9.2.3. Stage Micrometer
The Porton reticle cannot be used for counting until it has been properly calibrated with a
stage micrometer. Most stage micrometer scales are approximately two millimeters long and
are divided into units of one-hundredth of a millimeter (ten micrometers).
9.2.4. Microscope Adjustment
When adjusting the microscope, follow the manufacturer's instructions while observing the
following guidelines.
a. The light source image must be in focus and centered on the condenser iris or annular
diaphragm.
b. The particulate material to be examined must be in focus.
c.

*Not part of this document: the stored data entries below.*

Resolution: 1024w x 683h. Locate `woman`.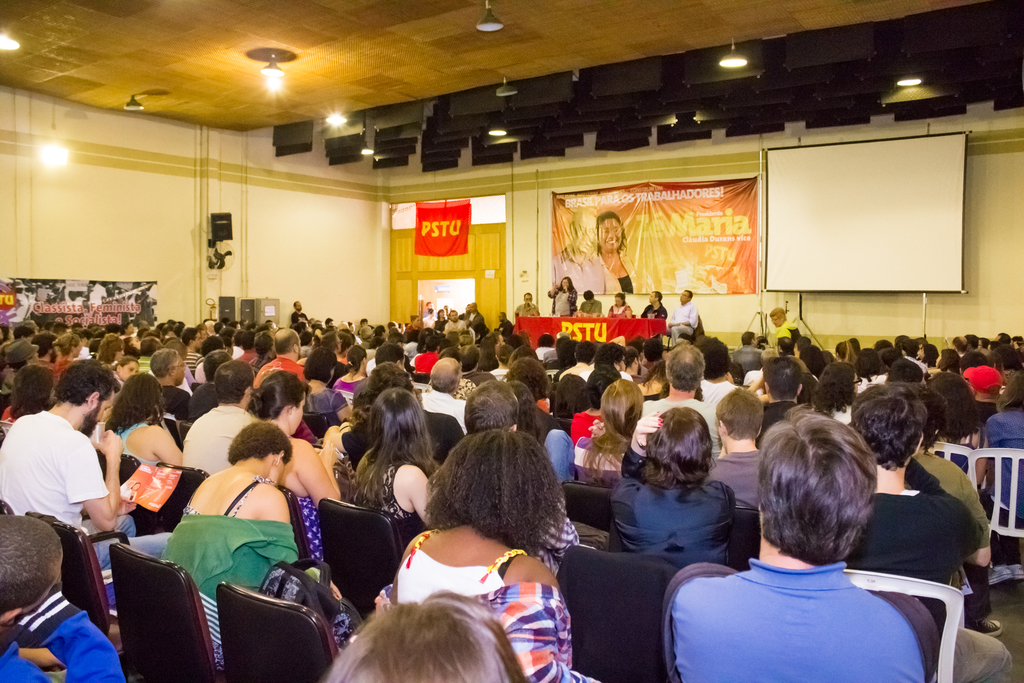
[left=545, top=276, right=576, bottom=318].
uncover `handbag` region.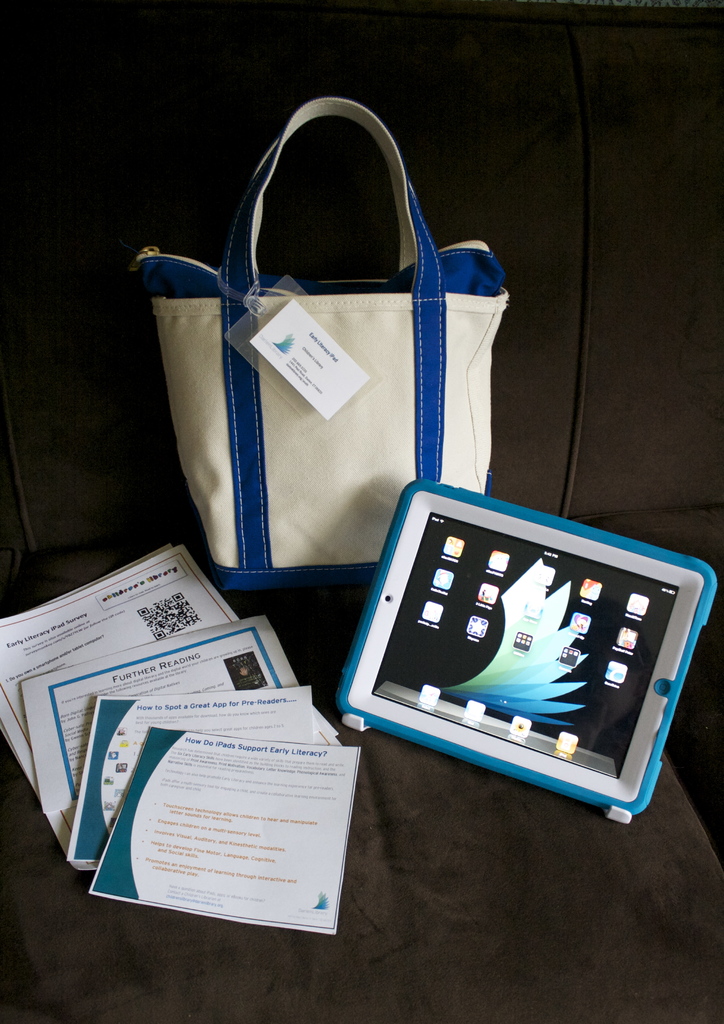
Uncovered: (132, 94, 511, 588).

The illuminator field iris must be in focus, centered on the sample, and opened only to
the point where the field of view is illuminated.
d. The phase rings (annular diaphragm and phase-shifting elements) must be concentric.
9.2.5. Porton Reticle Calibration Procedure
Each eyepiece-objective-reticle combination on the microscope must be calibrated. Should
any of the three be changed (disassembly, replacement, zoom adjustment, etc.), the
combination must be recalibrated. Calibration may change if interpupillary distance is
changed. For proper calibration, the following procedure should be followed closely.
With a 10X objective in place, place the stage micrometer on the mechanical stage, focus the
millimeter scale, and center the image. Change to the 40-45X objective and adjust the first
millimeter scale division to coincide with the left boundary of the Porton rectangle. Measure
the distance between the left and extreme right boundaries of the Porton rectangle,
estimating any portion of the final division. This measurement represents 200 L units. The
rectangle is 100 L units on the short vertical dimension. The calculated "L" is inserted into the
formula D = L(2N)1/2 where "N" is the circle number (indicated on the reticle) and "D" is the circle
diameter. Since the circle diameters vary logarithmically, every other circle doubles in
diameter. For example, circle number three is twice the diameter of number one; number four
is twice the diameter of number two. When the circle sizes have been determined, the
counting field area which consists of the left six smaller rectangles can be calculated from the
relation 10,000 L2. This completes the reticle calibration for this specific objective-eyepiece-
reticle combination.
Figure 1 Optimum Sampling Times for airborne asbestos where microscopic field area = 0.003 mm2
Figure 2 Optimum sampling times for airborne asbestos where microscopic field area = 0.006 mm2
Figure 4 Nomogram of optimum sampling times for airborne asbestos fibers in concentrations of 1 to 10 fibers/cm3
Figure 7 COUNT. One-half fiber. Fiber crosses left side and one end lies within the count area.
Figure 8 COUNT. One-half fiber. Fiber crosses bottom side and one end lies within count area.
Figure 10 DO NOT COUNT. Fiber crosses two sides (bottom left corner). COUNT. One-half fiber. Fiber crosses bottom side and one end lies
within count area. COUNT. One fiber (top right corner).